With the Millennium Development Goals winding down this year and the launch of a new set of global goals, it is critical that both developed and developing country governments are held accountable for delivering on their promises.
New commitments to end extreme poverty and preventable diseases and ensure that all people, everywhere, have access to basic services and improved opportunities are noteworthy. But they’re ultimately only valuable if they directly generate transformational outcomes. While the U.S. government has taken positive steps to increase the accountability of its development efforts, it can and should do much more to ensure that its foreign assistance is being used smartly and effectively.
When the Modernizing Foreign Assistance Network introduced its new policy agenda last spring, “The Way Forward,” we stressed that accountability is a vital component to building the capacity in developing countries necessary for enabling leaders and citizens to take responsibility for their own development. In practical terms, this means guiding spending priorities, making evidence-based conclusions about what works and what does not, and holding country leaders as well as donors accountable for delivering results.
Transparency of aid flows is equally important, not least of all because it enables both donor and developing countries to develop an accurate picture of the activities in progress and identify gaps where additional funds need to be directed. In Myanmar, for instance, which has seen a flood of assistance since its political and economic transition began in 2011, the government quickly realized the need to develop a simple management system to monitor the various aid flows. It joined the International Aid Transparency Initiative, which seeks to make information about aid spending easier to access, use and understand.
In the U.S., some notable progress has been made to ensure that foreign assistance is more accountable, both to taxpayers here at home and to its intended beneficiaries in poor countries.
The U.S. committed to implementing the IATI standard, requiring that foreign assistance data be published in an open and easily usable format on a quarterly basis. The U.S. Agency for International Development established, and has begun to implement, an impressive evaluation policy that was first introduced in 2011. The Millennium Challenge Corp. has become the first U.S. agency in full compliance with IATI reporting and continues to publicly share information about how it embeds transparency into the culture of the agency. In addition, the U.S. President's Emergency Plan for AIDS Relief and MCC are partnering to establish open-data hubs to drive evidence-based decision-making in partner countries.
Put differently, these hubs will use geolocated data to focus scarce U.S. resources where they are needed most. We also expect that Congress will introduce legislation soon that would significantly increase the transparency and evaluation of U.S. foreign assistance.
Despite this progress, however, the U.S. lags behind most major donor countries when it comes to transparency, evaluation and learning. At the end of this year, the U.S. will hit the deadline for meeting its commitment to IATI, and will likely fall short. While agencies like MCC are global leaders, and PEPFAR is making notable strides to meet the commitment, others like USAID and the State Department continue to lag behind. Despite strong congressional leadership and support from many inside the administration, some past legislative efforts to increase transparency and evaluation have stalled.
Furthermore, little progress has been made to ensure that citizens in partner countries have access to comprehensive information about aid projects, budgets and what other donor agencies are doing. Citizens in partner countries should be involved in the evaluation process and helping to define what counts as success, something the U.S. has not consistently encouraged.
With a new set of development goals looming on the horizon that will shape development efforts for the next 15 years, there are several concrete steps that the U.S. government can take this year to ensure that its own development efforts are fully transparent, effective and well-managed.
First, Congress should reintroduce and pass the Foreign Assistance Transparency and Accountability Act, which would establish uniform interagency guidelines — with measurable goals, performance metrics, and monitoring and evaluation plans — across all U.S. foreign assistance programs.
Second, U.S. agencies whose foreign assistance spending remains largely opaque — particularly the State Department and Defense Department — need to harness the necessary political will and technical expertise to overcome internal bottlenecks and report to IATI standards.
Lastly, both Congress and the administration ought to encourage agencies like USAID and the State Department to redouble monitoring and evaluations efforts and allow them the space to admit and learn from failure.
Taking these steps will make U.S. foreign assistance more effective, efficient and relevant. With foreign assistance totaling well under 1 percent of total U.S. spending each year, we need to make sure every penny counts, and is counted.
Devex, in partnership with the Modernizing Foreign Assistance Network, is exploring the progress and potential of making U.S. foreign assistance more effective. To explore additional content, visit the Reform for Results website and tweet #Reform4Results.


• **Your goal**
Pick out the lines below that contain the string "left" and copy them all.

━━━━━━━━━━━━━━━━━━━━━━━━━━━━━━

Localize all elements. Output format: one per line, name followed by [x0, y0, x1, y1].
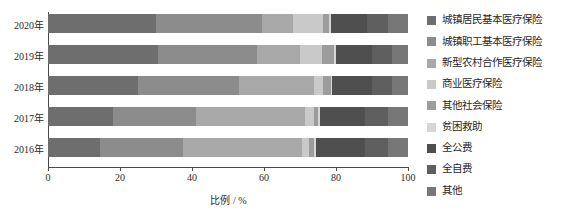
bar-segment[interactable] [331, 14, 367, 33]
bar-segment[interactable] [332, 76, 372, 95]
y-axis-label-2018: 2018年 [14, 79, 44, 94]
legend-swatch-icon [427, 16, 436, 25]
legend-swatch-icon [427, 187, 436, 196]
legend-swatch-icon [427, 123, 436, 132]
legend-item[interactable]: 贫困救助 [427, 116, 566, 137]
legend-item[interactable]: 商业医疗保险 [427, 74, 566, 95]
legend-swatch-icon [427, 80, 436, 89]
bar-segment[interactable] [138, 76, 239, 95]
bar-segment[interactable] [262, 14, 293, 33]
bar-segment[interactable] [314, 76, 323, 95]
legend-item-label: 贫困救助 [442, 122, 482, 133]
bar-segment[interactable] [48, 14, 156, 33]
bar-segment[interactable] [365, 138, 388, 157]
bar-segment[interactable] [388, 138, 408, 157]
bar-segment[interactable] [322, 45, 335, 64]
bar-row[interactable] [48, 107, 408, 126]
bar-segment[interactable] [183, 138, 302, 157]
chart-legend: 城镇居民基本医疗保险城镇职工基本医疗保险新型农村合作医疗保险商业医疗保险其他社会… [427, 10, 566, 202]
legend-item-label: 城镇居民基本医疗保险 [442, 15, 542, 26]
bar-segment[interactable] [100, 138, 183, 157]
bar-segment[interactable] [196, 107, 306, 126]
legend-item[interactable]: 其他社会保险 [427, 95, 566, 116]
x-tick-label-80: 80 [331, 172, 341, 183]
bar-row[interactable] [48, 45, 408, 64]
legend-swatch-icon [427, 144, 436, 153]
y-axis-label-2019: 2019年 [14, 48, 44, 63]
x-tick-label-100: 100 [401, 172, 416, 183]
legend-item-label: 全自费 [442, 164, 472, 175]
legend-item-label: 全公费 [442, 143, 472, 154]
bar-segment[interactable] [316, 138, 365, 157]
bar-segment[interactable] [372, 76, 392, 95]
bar-segment[interactable] [48, 138, 100, 157]
y-axis-label-2016: 2016年 [14, 141, 44, 156]
x-tick-label-60: 60 [259, 172, 269, 183]
bar-segment[interactable] [302, 138, 309, 157]
bar-segment[interactable] [392, 45, 408, 64]
x-tick-label-20: 20 [115, 172, 125, 183]
x-tick-100 [408, 167, 409, 171]
bar-row[interactable] [48, 76, 408, 95]
bar-segment[interactable] [300, 45, 322, 64]
x-axis-title: 比例 / % [48, 192, 409, 207]
y-axis-labels: 2020年 2019年 2018年 2017年 2016年 [0, 0, 44, 219]
bar-segment[interactable] [48, 107, 113, 126]
bar-segment[interactable] [113, 107, 196, 126]
bar-segment[interactable] [372, 45, 392, 64]
bar-segment[interactable] [323, 76, 330, 95]
x-axis-line [48, 167, 409, 168]
x-tick-label-40: 40 [187, 172, 197, 183]
legend-item[interactable]: 全自费 [427, 159, 566, 180]
bar-segment[interactable] [158, 45, 257, 64]
bar-segment[interactable] [156, 14, 262, 33]
bar-segment[interactable] [388, 14, 408, 33]
bar-segment[interactable] [388, 107, 408, 126]
legend-item-label: 新型农村合作医疗保险 [442, 58, 542, 69]
bar-segment[interactable] [48, 76, 138, 95]
legend-swatch-icon [427, 37, 436, 46]
bar-segment[interactable] [320, 107, 365, 126]
bar-segment[interactable] [257, 45, 300, 64]
bar-segment[interactable] [365, 107, 388, 126]
bar-segment[interactable] [392, 76, 408, 95]
bar-segment[interactable] [48, 45, 158, 64]
legend-item-label: 其他社会保险 [442, 101, 502, 112]
x-tick-80 [336, 167, 337, 171]
bar-row[interactable] [48, 14, 408, 33]
x-tick-60 [264, 167, 265, 171]
y-axis-label-2020: 2020年 [14, 17, 44, 32]
legend-item-label: 城镇职工基本医疗保险 [442, 37, 542, 48]
stacked-bar-chart: 2020年 2019年 2018年 2017年 2016年 0204060801… [0, 0, 566, 219]
legend-item[interactable]: 城镇职工基本医疗保险 [427, 31, 566, 52]
bar-row[interactable] [48, 138, 408, 157]
legend-item[interactable]: 新型农村合作医疗保险 [427, 53, 566, 74]
x-tick-40 [192, 167, 193, 171]
legend-item[interactable]: 其他 [427, 180, 566, 201]
bar-segment[interactable] [336, 45, 372, 64]
bar-segment[interactable] [239, 76, 315, 95]
x-tick-20 [120, 167, 121, 171]
bar-segment[interactable] [293, 14, 324, 33]
y-axis-label-2017: 2017年 [14, 110, 44, 125]
x-tick-label-0: 0 [46, 172, 51, 183]
x-tick-0 [48, 167, 49, 171]
bar-segment[interactable] [367, 14, 389, 33]
legend-item[interactable]: 城镇居民基本医疗保险 [427, 10, 566, 31]
legend-item-label: 其他 [442, 186, 462, 197]
bar-segment[interactable] [305, 107, 314, 126]
legend-swatch-icon [427, 165, 436, 174]
legend-item-label: 商业医疗保险 [442, 79, 502, 90]
legend-swatch-icon [427, 101, 436, 110]
legend-item[interactable]: 全公费 [427, 138, 566, 159]
legend-swatch-icon [427, 59, 436, 68]
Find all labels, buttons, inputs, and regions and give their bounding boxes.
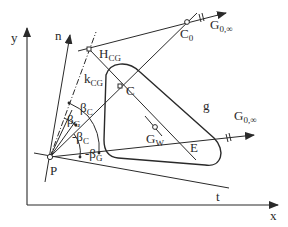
t-line-label: t [216,189,220,204]
angle-beta-G-label: βG [67,112,81,129]
point-C [118,84,122,88]
angle-neg-beta-C-label: -βC [72,129,89,146]
y-axis-label: y [11,30,18,45]
angle-neg-beta-G-label: -βG [85,146,103,163]
x-axis-label: x [270,208,277,223]
diagram-canvas: y x n t g P C E C0 HCG GW kCG G0,∞ G0,∞ … [0,0,288,227]
point-C0 [185,20,190,25]
g-line-label: g [203,98,210,113]
angle-beta-C-label: βC [80,100,93,117]
point-GW [153,125,158,130]
point-HCG-label: HCG [99,46,121,63]
point-C-label: C [126,83,135,98]
point-P [47,154,52,159]
n-axis-label: n [55,28,62,43]
G0inf-top-label: G0,∞ [210,17,233,34]
t-line [34,153,229,188]
n-axis [45,35,70,182]
G0inf-g-label: G0,∞ [234,108,257,125]
kCG-label: kCG [84,71,104,88]
point-HCG [87,47,91,51]
geometry-diagram: y x n t g P C E C0 HCG GW kCG G0,∞ G0,∞ … [0,0,288,227]
region-E-outline [104,64,221,165]
region-E-label: E [190,140,198,155]
point-GW-label: GW [146,131,164,148]
point-C0-label: C0 [180,26,194,43]
point-P-label: P [50,163,57,178]
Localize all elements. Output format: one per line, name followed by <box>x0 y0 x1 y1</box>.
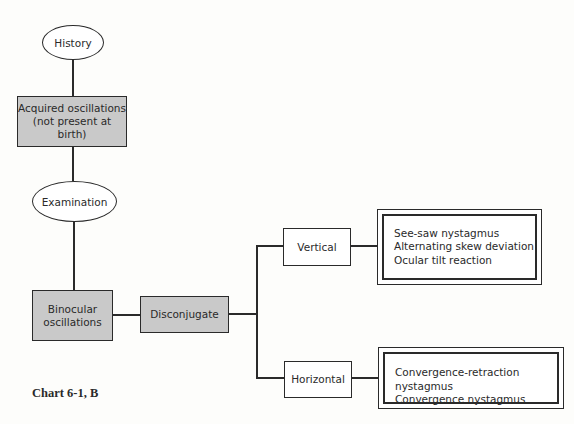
outcome-convergence-retraction: Convergence-retraction nystagmus <box>395 366 557 393</box>
acquired-label-line2: (not present at birth) <box>18 115 126 141</box>
examination-label: Examination <box>42 196 108 208</box>
outcome-ocular-tilt: Ocular tilt reaction <box>394 254 535 268</box>
connector-acquired-examination <box>72 146 74 181</box>
outcome-convergence: Convergence nystagmus <box>395 393 557 407</box>
horizontal-outcomes-box: Convergence-retraction nystagmus Converg… <box>378 347 564 409</box>
vertical-label: Vertical <box>297 241 336 254</box>
connector-branch-horizontal <box>256 377 284 379</box>
binocular-label-line1: Binocular <box>48 303 97 316</box>
history-label: History <box>54 37 91 49</box>
chart-caption: Chart 6-1, B <box>32 386 98 401</box>
connector-vertical-outcomes <box>351 245 377 247</box>
acquired-oscillations-node: Acquired oscillations (not present at bi… <box>17 96 127 147</box>
vertical-node: Vertical <box>283 228 351 266</box>
connector-disconjugate-branch <box>229 313 257 315</box>
binocular-oscillations-node: Binocular oscillations <box>32 290 113 341</box>
binocular-label-line2: oscillations <box>43 316 101 329</box>
acquired-label-line1: Acquired oscillations <box>18 102 126 115</box>
connector-history-acquired <box>72 59 74 96</box>
horizontal-node: Horizontal <box>284 361 352 398</box>
outcome-skew-deviation: Alternating skew deviation <box>394 240 535 254</box>
vertical-outcomes-box: See-saw nystagmus Alternating skew devia… <box>377 209 542 285</box>
connector-horizontal-outcomes <box>352 377 378 379</box>
connector-branch-vertical-trunk <box>256 245 258 379</box>
examination-node: Examination <box>32 181 117 222</box>
connector-examination-binocular <box>73 221 75 290</box>
connector-binocular-disconjugate <box>113 314 140 316</box>
outcome-see-saw: See-saw nystagmus <box>394 227 535 241</box>
disconjugate-node: Disconjugate <box>140 296 229 333</box>
horizontal-label: Horizontal <box>291 373 345 386</box>
disconjugate-label: Disconjugate <box>150 308 219 321</box>
history-node: History <box>42 25 104 60</box>
connector-branch-vertical <box>256 245 283 247</box>
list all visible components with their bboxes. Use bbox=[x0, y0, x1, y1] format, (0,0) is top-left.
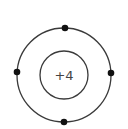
electron-right bbox=[108, 70, 115, 77]
electron-bottom bbox=[61, 119, 68, 126]
electron-top bbox=[62, 25, 69, 32]
bohr-diagram: +4 bbox=[0, 0, 128, 129]
nucleus-charge-label: +4 bbox=[54, 68, 73, 83]
electron-left bbox=[14, 69, 21, 76]
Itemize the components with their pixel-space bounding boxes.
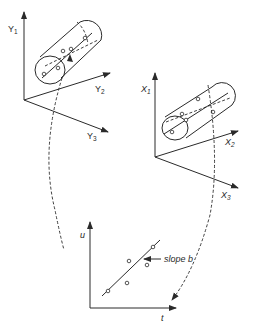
data-point [125, 281, 129, 285]
data-point [127, 259, 131, 263]
data-point [83, 36, 87, 40]
mapping-curve-right [172, 85, 215, 300]
u-axis-label: u [80, 230, 85, 240]
data-point [184, 118, 188, 122]
data-point [151, 245, 155, 249]
data-point [69, 47, 73, 51]
y1-label: Y1 [8, 24, 18, 35]
x3-axis [155, 157, 238, 188]
regression-plot: u t slope b [80, 222, 193, 323]
t-axis-label: t [161, 313, 164, 323]
x3-label: X3 [220, 190, 231, 201]
mapping-curve-left [49, 78, 64, 250]
slope-label: slope b [164, 254, 193, 264]
cylinder-dashed-line [45, 40, 98, 66]
data-point [180, 112, 184, 116]
data-point [56, 66, 60, 70]
y3-label: Y3 [87, 131, 97, 142]
x1-label: X1 [140, 84, 151, 95]
y2-label: Y2 [95, 84, 105, 95]
x2-label: X2 [224, 137, 235, 148]
data-point [42, 72, 46, 76]
data-point [61, 49, 65, 53]
y-data-cylinder [35, 20, 102, 84]
x-data-cylinder [162, 83, 235, 140]
x-coordinate-system: X1 X2 X3 [140, 73, 238, 201]
data-point [145, 263, 149, 267]
cylinder-end [35, 56, 65, 84]
regression-line [102, 240, 160, 296]
cylinder-back-arc [77, 22, 88, 44]
diagram-canvas: Y1 Y2 Y3 X1 X2 X3 [0, 0, 254, 329]
y3-axis [24, 100, 108, 132]
data-point [170, 130, 174, 134]
data-point [106, 289, 110, 293]
y-coordinate-system: Y1 Y2 Y3 [8, 12, 110, 142]
data-point [196, 97, 200, 101]
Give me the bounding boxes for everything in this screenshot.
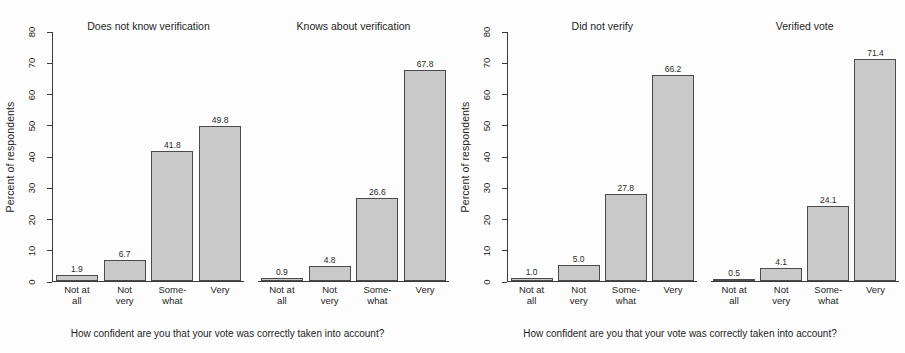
bar[interactable]: 6.7 bbox=[104, 260, 146, 281]
bar-value-label: 27.8 bbox=[618, 183, 635, 193]
y-axis-tick-label: 80 bbox=[20, 27, 44, 37]
panel-container: Does not know verification1.96.741.849.8… bbox=[53, 0, 449, 353]
y-axis-tick-label: 10 bbox=[475, 246, 499, 256]
panel-4: Verified vote0.54.124.171.4Not atallNotv… bbox=[711, 0, 900, 353]
y-axis-tick-label: 50 bbox=[20, 121, 44, 131]
y-axis-tick-value: 70 bbox=[27, 58, 37, 69]
x-axis-caption: How confident are you that your vote was… bbox=[455, 328, 905, 339]
y-axis-tick: 20 bbox=[473, 215, 507, 225]
bar[interactable]: 4.8 bbox=[309, 266, 351, 281]
bar-value-label: 49.8 bbox=[212, 115, 229, 125]
x-axis-line bbox=[53, 281, 244, 282]
y-axis: 01020304050607080 bbox=[18, 32, 52, 282]
y-axis-tick-value: 10 bbox=[482, 245, 492, 256]
y-axis-tick-value: 60 bbox=[27, 89, 37, 100]
y-axis-tick-value: 0 bbox=[27, 279, 37, 284]
bar-value-label: 4.8 bbox=[324, 255, 336, 265]
y-axis-tick-value: 40 bbox=[27, 152, 37, 163]
bar[interactable]: 5.0 bbox=[558, 265, 600, 281]
x-axis-label-line: very bbox=[306, 295, 354, 306]
x-axis-labels: Not atallNotverySome-whatVery bbox=[258, 284, 449, 306]
x-axis-category-label: Notvery bbox=[101, 284, 149, 306]
y-axis-tick: 60 bbox=[473, 90, 507, 100]
figure-right: Percent of respondents01020304050607080D… bbox=[455, 0, 905, 353]
y-axis-tick-label: 70 bbox=[475, 58, 499, 68]
bar[interactable]: 67.8 bbox=[404, 70, 446, 281]
y-axis-title-text: Percent of respondents bbox=[459, 102, 471, 213]
bar-slot: 24.1 bbox=[805, 32, 852, 281]
bar[interactable]: 66.2 bbox=[652, 75, 694, 281]
panel-title: Verified vote bbox=[711, 20, 900, 32]
bar[interactable]: 4.1 bbox=[760, 268, 802, 281]
plot-area: 0.94.826.667.8 bbox=[258, 32, 449, 282]
x-axis-line bbox=[258, 281, 449, 282]
bar[interactable]: 26.6 bbox=[356, 198, 398, 281]
y-axis-tick-value: 0 bbox=[482, 279, 492, 284]
bar[interactable]: 49.8 bbox=[199, 126, 241, 281]
bar[interactable]: 24.1 bbox=[807, 206, 849, 281]
y-axis-tick-label: 30 bbox=[20, 183, 44, 193]
x-axis-label-line: Not bbox=[555, 284, 602, 295]
y-axis-tick-label: 20 bbox=[20, 215, 44, 225]
bar-group: 1.05.027.866.2 bbox=[508, 32, 697, 281]
bar[interactable]: 41.8 bbox=[151, 151, 193, 281]
x-axis-category-label: Not atall bbox=[508, 284, 555, 306]
x-axis-category-label: Some-what bbox=[354, 284, 402, 306]
bar-slot: 5.0 bbox=[555, 32, 602, 281]
bar-value-label: 67.8 bbox=[417, 59, 434, 69]
x-axis-label-line: all bbox=[258, 295, 306, 306]
y-axis-tick: 80 bbox=[18, 27, 52, 37]
x-axis-line bbox=[508, 281, 697, 282]
x-axis-category-label: Not atall bbox=[258, 284, 306, 306]
bar-slot: 41.8 bbox=[149, 32, 197, 281]
x-axis-category-label: Very bbox=[401, 284, 449, 306]
bar-slot: 49.8 bbox=[196, 32, 244, 281]
bar-slot: 66.2 bbox=[649, 32, 696, 281]
x-axis-label-line: Very bbox=[401, 284, 449, 295]
y-axis-tick: 70 bbox=[473, 58, 507, 68]
x-axis-label-line: Some- bbox=[805, 284, 852, 295]
plot-area: 0.54.124.171.4 bbox=[711, 32, 900, 282]
y-axis-tick-label: 30 bbox=[475, 183, 499, 193]
y-axis-tick: 70 bbox=[18, 58, 52, 68]
y-axis-tick: 60 bbox=[18, 90, 52, 100]
x-axis-category-label: Some-what bbox=[149, 284, 197, 306]
bar-value-label: 71.4 bbox=[867, 48, 884, 58]
panel-title: Did not verify bbox=[508, 20, 697, 32]
x-axis-category-label: Very bbox=[852, 284, 899, 306]
x-axis-category-label: Not atall bbox=[53, 284, 101, 306]
x-axis-label-line: all bbox=[508, 295, 555, 306]
bar-value-label: 5.0 bbox=[573, 254, 585, 264]
x-axis-label-line: very bbox=[555, 295, 602, 306]
y-axis-tick-value: 10 bbox=[27, 245, 37, 256]
x-axis-label-line: Not at bbox=[53, 284, 101, 295]
x-axis-label-line: what bbox=[354, 295, 402, 306]
y-axis-tick: 40 bbox=[473, 152, 507, 162]
bar-value-label: 41.8 bbox=[164, 140, 181, 150]
panel-2: Knows about verification0.94.826.667.8No… bbox=[258, 0, 449, 353]
y-axis-tick-value: 60 bbox=[482, 89, 492, 100]
bar[interactable]: 27.8 bbox=[605, 194, 647, 281]
x-axis-labels: Not atallNotverySome-whatVery bbox=[508, 284, 697, 306]
y-axis-tick-label: 0 bbox=[20, 277, 44, 287]
panel-3: Did not verify1.05.027.866.2Not atallNot… bbox=[508, 0, 697, 353]
bar-group: 0.54.124.171.4 bbox=[711, 32, 900, 281]
y-axis-tick: 80 bbox=[473, 27, 507, 37]
y-axis-tick-label: 60 bbox=[475, 90, 499, 100]
x-axis-label-line: Very bbox=[196, 284, 244, 295]
bar-value-label: 66.2 bbox=[665, 64, 682, 74]
bar-value-label: 0.9 bbox=[276, 267, 288, 277]
x-axis-label-line: Not bbox=[306, 284, 354, 295]
bar-slot: 67.8 bbox=[401, 32, 449, 281]
x-axis-category-label: Notvery bbox=[306, 284, 354, 306]
y-axis-tick: 30 bbox=[473, 183, 507, 193]
x-axis-label-line: what bbox=[805, 295, 852, 306]
y-axis-tick: 20 bbox=[18, 215, 52, 225]
y-axis-tick-label: 80 bbox=[475, 27, 499, 37]
y-axis-tick-value: 50 bbox=[482, 120, 492, 131]
bar[interactable]: 71.4 bbox=[854, 59, 896, 281]
x-axis-label-line: Not at bbox=[508, 284, 555, 295]
bar-slot: 1.9 bbox=[53, 32, 101, 281]
y-axis: 01020304050607080 bbox=[473, 32, 507, 282]
panel-1: Does not know verification1.96.741.849.8… bbox=[53, 0, 244, 353]
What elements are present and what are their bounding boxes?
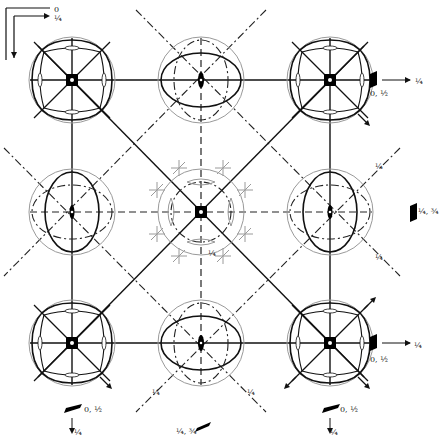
quarter-label-3: ¼	[152, 389, 160, 397]
plane-symbol-bottom-right	[322, 404, 340, 413]
lens-mark	[102, 336, 106, 350]
height-label-bottom-left: ¼	[74, 429, 82, 437]
plane-label-right-bottom: 0, ½	[370, 356, 388, 364]
lens-mark	[360, 336, 364, 350]
lens-mark	[38, 336, 42, 350]
fourfold-axis-center	[70, 78, 74, 82]
screw-axis-mark	[237, 226, 253, 242]
axis-y-arrowhead	[11, 52, 17, 58]
plane-symbol-right-top	[370, 71, 377, 88]
plane-label-bottom-mid: ¼, ¾	[176, 428, 197, 436]
lens-mark	[296, 73, 300, 87]
arrowhead-right-bottom	[405, 340, 411, 346]
fourfold-axis-center	[70, 341, 74, 345]
lens-mark	[65, 46, 79, 50]
fourfold-axis-center	[328, 78, 332, 82]
lens-mark	[360, 73, 364, 87]
height-label-right-bottom: ¼	[414, 342, 422, 350]
lens-mark	[65, 309, 79, 313]
twofold-axis-center	[71, 211, 74, 214]
lens-mark	[323, 373, 337, 377]
lens-mark	[65, 110, 79, 114]
plane-symbol-right-mid	[410, 203, 417, 222]
screw-axis-mark	[215, 160, 231, 176]
screw-axis-mark	[149, 182, 165, 198]
fourfold-axis-center	[328, 341, 332, 345]
quarter-label-1: ¼	[375, 163, 383, 171]
arrowhead-right-top	[405, 77, 411, 83]
twofold-axis-center	[200, 342, 203, 345]
screw-axis-mark	[237, 182, 253, 198]
quarter-label-4: ¼	[247, 389, 255, 397]
lens-mark	[102, 73, 106, 87]
screw-axis-mark	[149, 226, 165, 242]
lens-mark	[323, 46, 337, 50]
axis-x-arrowhead	[44, 13, 50, 19]
height-label-bottom-right: ¼	[330, 429, 338, 437]
twofold-axis-center	[200, 79, 203, 82]
lens-mark	[323, 110, 337, 114]
height-label-right-top: ¼	[415, 78, 423, 86]
axis-quarter-label: ¼	[54, 15, 62, 23]
origin-label: 0	[54, 6, 59, 14]
screw-axis-mark	[215, 248, 231, 264]
fourfold-axis-center	[199, 210, 203, 214]
plane-label-bottom-right: 0, ½	[340, 406, 358, 414]
plane-label-right-top: 0, ½	[370, 90, 388, 98]
twofold-axis-center	[329, 211, 332, 214]
plane-symbol-bottom-mid	[195, 422, 211, 432]
screw-axis-mark	[171, 160, 187, 176]
quarter-label-2: ¼	[375, 254, 383, 262]
lens-mark	[38, 73, 42, 87]
lens-mark	[323, 309, 337, 313]
quarter-label-5: ¼	[208, 250, 216, 258]
plane-symbol-bottom-left	[64, 404, 82, 413]
plane-label-bottom-left: 0, ½	[84, 406, 102, 414]
plane-label-right-mid: ¼, ¾	[418, 208, 439, 216]
lens-mark	[65, 373, 79, 377]
plane-symbol-right-bottom	[370, 334, 377, 351]
lens-mark	[296, 336, 300, 350]
screw-axis-mark	[171, 248, 187, 264]
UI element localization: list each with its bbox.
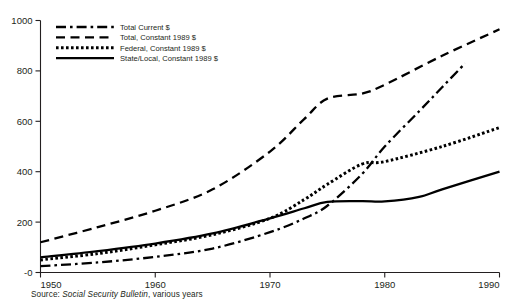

━━━━━━━━━━━━━━━━━━━━━━━━━━━━━━

• **Solved exercise**
list all visible components with their bboxes. Use bbox=[x0, y0, x1, y1] format, (0,0) is top-left.
electron-left bbox=[14, 69, 21, 76]
mapping-curve-left [49, 78, 64, 250]
height-label-bottom-left: ¼	[74, 429, 82, 437]
plane-symbol-bottom-left	[64, 404, 82, 413]
plane-label-bottom-left: 0, ½	[84, 406, 102, 414]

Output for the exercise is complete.